Organic Culture
By Fr Brian Gore
Fr Brian Gore, from Western Australia, was ordained in 1968 and then came to the Philippines, where he was assigned to the southern part of Negros Occidental, at that time in the Diocese of Bacolod but since 1987 the Diocese of Kabankalan, an area where the Columbans have worked since 1950.
We are promoting a programme of subsistence farming in the parish of Oringao, in the mountainous hinterlands of Kabankalan City, Negros Occidental, where I worked from 1975 to 1984. I no longer work as parish priest but coordinate any parish related matters with the present parish council. In the old days we were able to organize rallies of up to 10,000 community members determined to protest against abuses by the military, government officials and landlords. We were seen by the Marcos regime as a threat to established power. Seldom before on Negros Island had the poor found a way to stand up to the wealthy and powerful.
In the early 1970s the price of sugar began to rise, prompting major sugar-cane growers to make a grab for more land by moving on the land of subsistence farmers around the foothills of the mountains. They would attempt to pick off the small farmers one by one by taking out an eviction order and having it enforced by the police or the military. However, on the day of the eviction each community in our parish would send up to 20 members who would join in the communal work on the farm affected. Our non-violent tactics together with the ability to convoke so many local residents to a rally constituted a power that the military were not able to control. So we were seen as a threat that had to be eliminated. After Blessed Pope John Paul II’s visit to the Philippines in 1981 the establishment in Negros declared war on the Church. The Pope said in his talk in Bacolod City on 20 February 1981: ‘Injustice reigns when the laws of economic growth and ever greater profit determine social relations, leaving in poverty and destitution those that have only the work of their hands to offer. Being aware of such situations, the Church will not hesitate to take up the cause of the poor and to become the voice of those who are not listened to when they speak up, not to demand charity, but to ask for justice’.
On 10 March 1982 Mayor Pablo Sola of Kabankalan was ambushed and killed along with four others. At the time he was out on bail having being charged, along with the military, with the murder of seven farmers from our parish. In September of the same year Frs Niall O’Brien RIP, Vicente Dangan RIP, six lay workers - Conrado Muhal (RIP), Lydio Mangao, Peter Cuales, Geronimo Perez, Jesus Arzaga and Ernesto Tajones - and I were charged with the murder of the mayor and his four companions. We were jailed and later dubbed the Negros Nine. We were released 14 months later after the judge ruled that there was not enough evidence to convict. A deal was worked out that all charges were to be dropped against all of us and that Father Niall and I would leave the country within 30 days of being released. The six Filipino lay workers would be free to return to their families without reprisals.
President Marcos was defeated by Cory Aquino in the 1986 snap election but the new president was unable to control right-wing elements in the military who unleashed a reign of terror on the Christian communities involved in social issues. The military used para-military forces to destroy the networking and the non-violent power of the Christian communities. Also, the bishops began to back a less confrontational form of Christian communities, which were not built on organizing around social issues, but on the promotion of intra-ecclesial ministries. As from 2007 I have renewed contact with people I was forced to say goodbye to in 1984.
However, the lot of the poor is maybe even worse than in the 1980s. Those of us involved with the rural communities today wish to ensure that the sacrifice of those who were martyred for their commitment to live their faith, proclaiming justice and protesting injustice, will neither be forgotten nor be in vain.
Generating large networks of communities committed to shaping a more just society is no longer a major thrust in the Philippine Church’s pastoral ministry. So we are putting our energy into the development of sustainable agricultural methods, a more efficient approach to marketing, and the promotion of a producer/consumer cooperative. Most of our energy is going into creating, with the communities, a viable way of remaining on the land.
The cooperative is an essential part of our work with the farmers. No matter how efficient farming methods may be, without some control of the marketing of their produce, the small subsistence farmers cannot progress economically. Also, we hope that through the cooperative the various experimental agricultural projects of the ‘Negros Nine Demo Farm’ will be replicated in the farms of its members.
There are now 53 communities in the parish, seven of which surround our experimental farm and reforestation project. With financial support from Australia and Ireland we bought land to start an experimental farm and are well on the way to showing results that should help local farmers improve their farming methods. On one section we are maintaining the indigenous trees, shrubs, vines and grasses. On other sections we have planted new trees, as much of the forest had been destroyed by logging and slash and burn farming.
Our patch of forest protects the water catchment and the spring that allows us to irrigate our farm and provides water for our nursery, the vermiculture project, the fish pond, the vegetable garden, various animals and domestic purposes. We are experimenting with contour farming to control the erosion of the soil and rejuvenate the soil’s fertility by crop rotation and various forms of composting. Pray that we can keep these people on their land. The alternative for them would be to move even further down the spiral of abject poverty.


◆ **What to produce**: Each line below that holds the word "Dashboard" counts once. Say how many such lines there are, and no more.

[Data items]
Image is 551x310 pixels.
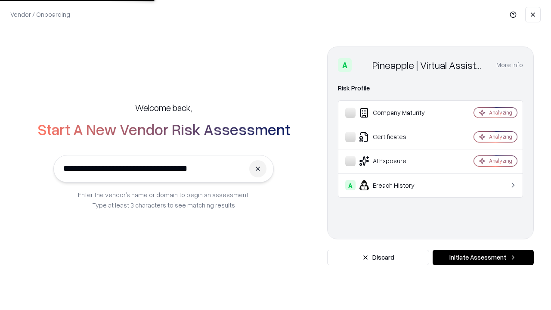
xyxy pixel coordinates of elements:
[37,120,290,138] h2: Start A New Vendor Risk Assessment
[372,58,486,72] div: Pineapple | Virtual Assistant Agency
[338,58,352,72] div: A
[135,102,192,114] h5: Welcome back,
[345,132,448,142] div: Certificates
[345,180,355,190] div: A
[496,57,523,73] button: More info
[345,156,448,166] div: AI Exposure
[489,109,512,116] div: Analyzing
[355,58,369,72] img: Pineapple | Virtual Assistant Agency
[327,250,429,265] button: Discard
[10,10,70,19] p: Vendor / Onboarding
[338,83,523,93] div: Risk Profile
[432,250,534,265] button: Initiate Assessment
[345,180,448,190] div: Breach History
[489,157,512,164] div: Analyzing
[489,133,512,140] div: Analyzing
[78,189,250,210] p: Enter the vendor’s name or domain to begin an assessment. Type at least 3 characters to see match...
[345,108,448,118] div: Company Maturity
...
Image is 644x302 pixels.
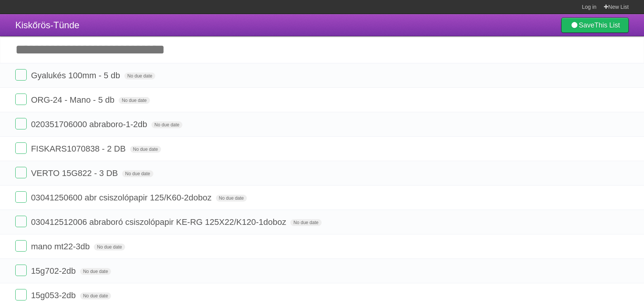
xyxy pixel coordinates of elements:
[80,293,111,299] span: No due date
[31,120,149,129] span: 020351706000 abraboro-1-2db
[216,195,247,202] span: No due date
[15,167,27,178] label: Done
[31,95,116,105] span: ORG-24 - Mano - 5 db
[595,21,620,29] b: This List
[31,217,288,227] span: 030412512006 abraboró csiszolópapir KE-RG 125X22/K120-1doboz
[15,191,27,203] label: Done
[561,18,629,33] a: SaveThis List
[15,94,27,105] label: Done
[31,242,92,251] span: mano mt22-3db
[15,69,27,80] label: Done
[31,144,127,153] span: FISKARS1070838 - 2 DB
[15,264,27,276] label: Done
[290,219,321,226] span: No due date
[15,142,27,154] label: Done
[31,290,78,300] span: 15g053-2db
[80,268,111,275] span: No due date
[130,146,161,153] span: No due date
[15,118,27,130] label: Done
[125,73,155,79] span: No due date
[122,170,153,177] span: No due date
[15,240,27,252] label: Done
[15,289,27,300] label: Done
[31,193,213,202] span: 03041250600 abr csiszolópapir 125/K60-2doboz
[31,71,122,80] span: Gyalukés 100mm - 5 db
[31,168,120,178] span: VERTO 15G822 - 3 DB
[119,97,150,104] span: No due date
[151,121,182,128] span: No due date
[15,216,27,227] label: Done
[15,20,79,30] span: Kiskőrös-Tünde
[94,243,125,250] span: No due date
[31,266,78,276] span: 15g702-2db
--
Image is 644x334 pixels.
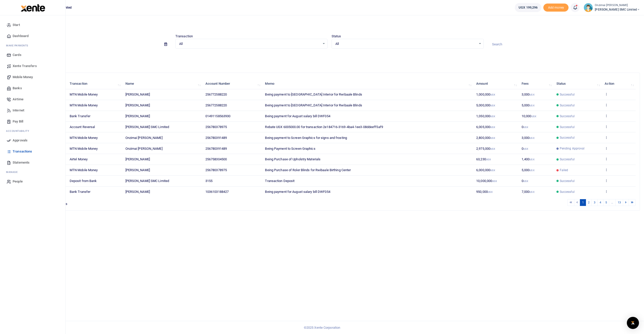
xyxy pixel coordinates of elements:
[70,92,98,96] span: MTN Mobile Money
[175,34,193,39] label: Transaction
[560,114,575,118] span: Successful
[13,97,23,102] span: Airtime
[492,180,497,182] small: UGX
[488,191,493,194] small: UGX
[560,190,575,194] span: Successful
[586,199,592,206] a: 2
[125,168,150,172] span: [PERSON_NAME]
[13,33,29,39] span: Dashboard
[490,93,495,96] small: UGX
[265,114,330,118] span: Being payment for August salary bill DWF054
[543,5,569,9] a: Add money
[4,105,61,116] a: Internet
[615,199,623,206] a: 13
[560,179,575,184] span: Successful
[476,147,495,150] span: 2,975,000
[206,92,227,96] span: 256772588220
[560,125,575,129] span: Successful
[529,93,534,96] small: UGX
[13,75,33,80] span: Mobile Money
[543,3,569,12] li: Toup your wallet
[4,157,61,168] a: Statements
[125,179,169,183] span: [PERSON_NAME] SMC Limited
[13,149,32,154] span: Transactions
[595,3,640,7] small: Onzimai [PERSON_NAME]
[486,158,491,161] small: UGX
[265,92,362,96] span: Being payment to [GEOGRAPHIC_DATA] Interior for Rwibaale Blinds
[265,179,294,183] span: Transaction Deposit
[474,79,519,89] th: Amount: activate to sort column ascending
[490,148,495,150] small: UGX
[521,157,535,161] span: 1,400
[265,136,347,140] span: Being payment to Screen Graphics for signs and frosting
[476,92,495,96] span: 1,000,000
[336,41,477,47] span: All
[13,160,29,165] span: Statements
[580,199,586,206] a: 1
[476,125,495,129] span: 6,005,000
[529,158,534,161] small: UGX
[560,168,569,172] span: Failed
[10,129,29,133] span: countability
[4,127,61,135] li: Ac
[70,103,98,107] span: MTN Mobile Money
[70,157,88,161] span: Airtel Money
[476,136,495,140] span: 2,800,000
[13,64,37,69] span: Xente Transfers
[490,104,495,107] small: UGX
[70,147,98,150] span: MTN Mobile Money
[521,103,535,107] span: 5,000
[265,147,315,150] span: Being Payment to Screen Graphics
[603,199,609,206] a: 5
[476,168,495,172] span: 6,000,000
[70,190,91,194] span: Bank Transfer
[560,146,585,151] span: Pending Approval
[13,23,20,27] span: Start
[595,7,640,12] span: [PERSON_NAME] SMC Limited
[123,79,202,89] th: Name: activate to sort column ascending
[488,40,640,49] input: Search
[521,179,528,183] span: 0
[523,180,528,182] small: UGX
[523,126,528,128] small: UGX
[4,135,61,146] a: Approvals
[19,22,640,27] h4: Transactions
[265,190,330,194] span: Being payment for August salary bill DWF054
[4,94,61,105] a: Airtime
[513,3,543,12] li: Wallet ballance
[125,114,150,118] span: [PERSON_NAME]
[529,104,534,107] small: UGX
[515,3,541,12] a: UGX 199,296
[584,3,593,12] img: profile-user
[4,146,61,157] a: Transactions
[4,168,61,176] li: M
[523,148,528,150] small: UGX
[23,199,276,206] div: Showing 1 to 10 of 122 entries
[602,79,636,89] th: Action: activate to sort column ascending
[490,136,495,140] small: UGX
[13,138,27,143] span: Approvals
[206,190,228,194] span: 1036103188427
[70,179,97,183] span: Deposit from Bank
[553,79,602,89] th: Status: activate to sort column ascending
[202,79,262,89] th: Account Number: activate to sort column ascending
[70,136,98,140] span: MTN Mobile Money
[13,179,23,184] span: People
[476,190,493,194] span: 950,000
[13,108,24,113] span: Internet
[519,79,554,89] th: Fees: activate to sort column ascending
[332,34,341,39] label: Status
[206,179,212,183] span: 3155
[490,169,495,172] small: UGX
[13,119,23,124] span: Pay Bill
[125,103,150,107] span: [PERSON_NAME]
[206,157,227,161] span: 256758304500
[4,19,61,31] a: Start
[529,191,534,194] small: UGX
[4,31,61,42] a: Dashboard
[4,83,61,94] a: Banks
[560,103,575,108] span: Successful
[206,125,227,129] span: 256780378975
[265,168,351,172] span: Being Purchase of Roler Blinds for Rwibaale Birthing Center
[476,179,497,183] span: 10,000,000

◆ **Answer space**: 2